What are some alternatives?

When comparing Appwrite and Plausible Analytics you can also consider the following projects:

supabase - The open source Firebase alternative.

Umami - Umami is a simple, fast, privacy-focused alternative to Google Analytics.

Strapi - 🚀 Strapi is the leading open-source headless CMS. It’s 100% JavaScript/TypeScript, fully customizable and developer-first.

Fathom Analytics - Fathom Lite. Simple, privacy-focused website analytics. Built with Golang & Preact.

pocketbase - Open Source realtime backend in 1 file

GoatCounter - Easy web analytics. No tracking of personal data.

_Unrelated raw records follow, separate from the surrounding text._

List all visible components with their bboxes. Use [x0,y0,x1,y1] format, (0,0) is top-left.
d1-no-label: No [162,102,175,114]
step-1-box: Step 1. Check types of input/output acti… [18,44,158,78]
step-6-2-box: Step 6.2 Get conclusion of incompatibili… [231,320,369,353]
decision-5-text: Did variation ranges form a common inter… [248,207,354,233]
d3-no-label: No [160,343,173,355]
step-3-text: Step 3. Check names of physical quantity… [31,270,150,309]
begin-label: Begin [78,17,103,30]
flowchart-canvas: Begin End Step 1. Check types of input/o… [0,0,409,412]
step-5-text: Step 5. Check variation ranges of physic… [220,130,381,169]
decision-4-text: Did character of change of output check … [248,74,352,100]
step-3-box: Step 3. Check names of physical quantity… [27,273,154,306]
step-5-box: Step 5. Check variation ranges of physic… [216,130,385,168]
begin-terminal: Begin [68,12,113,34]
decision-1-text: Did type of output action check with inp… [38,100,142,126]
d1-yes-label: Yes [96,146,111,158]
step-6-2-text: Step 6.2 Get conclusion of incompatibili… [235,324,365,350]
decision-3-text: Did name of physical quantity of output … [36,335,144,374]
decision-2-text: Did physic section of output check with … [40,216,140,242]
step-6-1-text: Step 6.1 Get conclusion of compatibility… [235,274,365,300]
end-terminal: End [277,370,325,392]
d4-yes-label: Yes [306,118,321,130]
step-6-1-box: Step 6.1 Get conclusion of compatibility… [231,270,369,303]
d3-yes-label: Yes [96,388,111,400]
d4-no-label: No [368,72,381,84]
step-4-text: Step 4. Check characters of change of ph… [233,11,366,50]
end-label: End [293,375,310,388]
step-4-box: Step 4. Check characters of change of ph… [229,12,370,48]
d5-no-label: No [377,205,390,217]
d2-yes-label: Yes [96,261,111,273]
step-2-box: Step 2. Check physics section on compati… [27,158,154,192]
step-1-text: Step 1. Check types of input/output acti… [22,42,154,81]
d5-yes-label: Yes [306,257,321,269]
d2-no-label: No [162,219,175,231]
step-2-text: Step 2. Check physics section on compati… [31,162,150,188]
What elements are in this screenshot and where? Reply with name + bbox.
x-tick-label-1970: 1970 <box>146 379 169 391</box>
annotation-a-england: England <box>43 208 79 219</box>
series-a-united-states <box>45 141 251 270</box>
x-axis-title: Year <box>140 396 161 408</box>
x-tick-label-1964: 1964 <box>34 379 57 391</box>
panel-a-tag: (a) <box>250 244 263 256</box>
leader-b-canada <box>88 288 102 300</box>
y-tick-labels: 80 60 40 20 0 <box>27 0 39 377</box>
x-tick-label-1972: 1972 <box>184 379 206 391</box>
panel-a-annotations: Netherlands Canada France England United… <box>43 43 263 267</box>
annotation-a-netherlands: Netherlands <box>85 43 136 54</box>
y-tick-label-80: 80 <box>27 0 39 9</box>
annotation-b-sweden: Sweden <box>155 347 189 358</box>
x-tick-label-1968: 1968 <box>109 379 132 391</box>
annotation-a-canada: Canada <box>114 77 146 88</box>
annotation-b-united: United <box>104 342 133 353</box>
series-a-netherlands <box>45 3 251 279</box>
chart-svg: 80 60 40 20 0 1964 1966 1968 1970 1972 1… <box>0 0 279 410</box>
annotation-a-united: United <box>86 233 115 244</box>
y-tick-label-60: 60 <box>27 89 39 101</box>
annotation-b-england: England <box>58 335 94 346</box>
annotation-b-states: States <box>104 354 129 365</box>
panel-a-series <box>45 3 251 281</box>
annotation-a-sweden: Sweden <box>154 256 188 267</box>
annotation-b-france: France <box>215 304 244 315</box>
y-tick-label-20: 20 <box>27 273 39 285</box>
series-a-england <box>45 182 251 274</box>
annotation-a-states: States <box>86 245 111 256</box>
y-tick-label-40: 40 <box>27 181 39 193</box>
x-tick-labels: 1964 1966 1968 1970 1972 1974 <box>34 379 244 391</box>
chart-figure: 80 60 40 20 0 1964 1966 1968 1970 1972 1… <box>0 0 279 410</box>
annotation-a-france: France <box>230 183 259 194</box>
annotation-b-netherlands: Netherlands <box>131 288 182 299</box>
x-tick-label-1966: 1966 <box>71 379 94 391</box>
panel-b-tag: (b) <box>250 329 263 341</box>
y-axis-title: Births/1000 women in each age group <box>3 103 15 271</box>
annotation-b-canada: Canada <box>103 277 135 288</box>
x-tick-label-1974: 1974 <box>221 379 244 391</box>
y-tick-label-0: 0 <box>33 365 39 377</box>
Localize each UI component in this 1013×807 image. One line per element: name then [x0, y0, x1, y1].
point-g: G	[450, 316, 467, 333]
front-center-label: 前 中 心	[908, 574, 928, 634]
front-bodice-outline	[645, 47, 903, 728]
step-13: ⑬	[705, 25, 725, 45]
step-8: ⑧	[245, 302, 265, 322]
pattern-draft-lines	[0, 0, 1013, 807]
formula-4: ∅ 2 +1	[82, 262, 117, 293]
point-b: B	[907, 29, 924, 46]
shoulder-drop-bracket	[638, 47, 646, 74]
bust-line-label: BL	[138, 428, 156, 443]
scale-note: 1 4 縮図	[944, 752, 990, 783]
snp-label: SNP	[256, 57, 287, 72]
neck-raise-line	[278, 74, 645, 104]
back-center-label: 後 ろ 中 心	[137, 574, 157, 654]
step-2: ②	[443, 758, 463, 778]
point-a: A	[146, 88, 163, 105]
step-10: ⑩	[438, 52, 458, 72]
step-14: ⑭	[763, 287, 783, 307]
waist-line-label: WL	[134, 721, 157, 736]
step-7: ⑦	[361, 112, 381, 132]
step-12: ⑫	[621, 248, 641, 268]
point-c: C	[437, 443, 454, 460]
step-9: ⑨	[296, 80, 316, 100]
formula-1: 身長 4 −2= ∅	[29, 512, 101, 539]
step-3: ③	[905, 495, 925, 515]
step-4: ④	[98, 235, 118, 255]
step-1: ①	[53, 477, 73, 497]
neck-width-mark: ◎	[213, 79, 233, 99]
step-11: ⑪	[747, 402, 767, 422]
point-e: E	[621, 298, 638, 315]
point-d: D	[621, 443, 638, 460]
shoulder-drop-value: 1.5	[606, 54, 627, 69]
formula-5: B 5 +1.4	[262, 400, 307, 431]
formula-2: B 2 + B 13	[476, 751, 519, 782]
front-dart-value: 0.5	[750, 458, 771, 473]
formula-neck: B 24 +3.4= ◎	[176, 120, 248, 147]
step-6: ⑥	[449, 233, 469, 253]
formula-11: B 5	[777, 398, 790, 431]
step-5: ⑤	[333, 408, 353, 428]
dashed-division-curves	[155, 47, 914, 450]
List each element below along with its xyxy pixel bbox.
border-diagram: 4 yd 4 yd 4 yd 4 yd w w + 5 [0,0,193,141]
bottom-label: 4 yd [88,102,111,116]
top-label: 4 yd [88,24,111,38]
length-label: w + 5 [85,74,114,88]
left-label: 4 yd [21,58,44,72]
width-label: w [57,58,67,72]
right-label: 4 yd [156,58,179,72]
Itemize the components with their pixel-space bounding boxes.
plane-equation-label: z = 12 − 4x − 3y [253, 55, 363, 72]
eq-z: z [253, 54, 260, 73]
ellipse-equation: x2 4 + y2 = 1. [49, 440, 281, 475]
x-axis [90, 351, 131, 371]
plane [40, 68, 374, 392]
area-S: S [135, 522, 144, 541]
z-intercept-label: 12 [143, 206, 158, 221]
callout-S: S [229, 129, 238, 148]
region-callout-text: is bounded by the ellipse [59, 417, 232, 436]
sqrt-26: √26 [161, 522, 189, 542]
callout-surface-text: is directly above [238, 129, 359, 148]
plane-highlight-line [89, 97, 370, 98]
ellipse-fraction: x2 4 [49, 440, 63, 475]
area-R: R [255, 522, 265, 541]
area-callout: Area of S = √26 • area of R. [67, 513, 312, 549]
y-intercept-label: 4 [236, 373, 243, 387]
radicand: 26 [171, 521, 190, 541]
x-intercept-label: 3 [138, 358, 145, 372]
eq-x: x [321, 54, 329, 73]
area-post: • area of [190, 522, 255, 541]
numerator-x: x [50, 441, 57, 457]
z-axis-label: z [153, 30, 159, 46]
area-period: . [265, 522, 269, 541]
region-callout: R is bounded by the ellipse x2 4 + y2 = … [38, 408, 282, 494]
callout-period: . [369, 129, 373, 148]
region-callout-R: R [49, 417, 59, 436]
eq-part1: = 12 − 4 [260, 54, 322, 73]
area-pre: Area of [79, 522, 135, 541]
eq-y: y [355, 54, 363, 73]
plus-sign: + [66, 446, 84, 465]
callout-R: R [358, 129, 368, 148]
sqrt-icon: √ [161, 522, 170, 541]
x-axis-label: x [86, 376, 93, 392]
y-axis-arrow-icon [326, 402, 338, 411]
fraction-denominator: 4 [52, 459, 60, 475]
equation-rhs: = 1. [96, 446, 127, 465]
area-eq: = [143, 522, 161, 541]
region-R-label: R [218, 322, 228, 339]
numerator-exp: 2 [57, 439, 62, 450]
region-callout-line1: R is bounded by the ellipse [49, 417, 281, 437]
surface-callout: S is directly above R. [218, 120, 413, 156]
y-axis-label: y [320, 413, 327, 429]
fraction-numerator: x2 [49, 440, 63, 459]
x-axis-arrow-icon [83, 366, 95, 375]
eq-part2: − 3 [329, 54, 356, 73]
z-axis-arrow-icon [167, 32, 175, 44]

nhost - The Open Source Firebase Alternative with GraphQL.

PostHog - 🦔 PostHog provides open-source product analytics, session recording, feature flagging and A/B testing that you can self-host.

Directus - The Modern Data Stack 🐰 — Directus is an instant REST+GraphQL API and intuitive no-code data collaboration app for any SQL database.

ctop - Top-like interface for container metrics

parse-server - Parse Server for Node.js / Express

pirsch - Pirsch is a drop-in, server-side, no-cookie, and privacy-focused analytics solution for Go.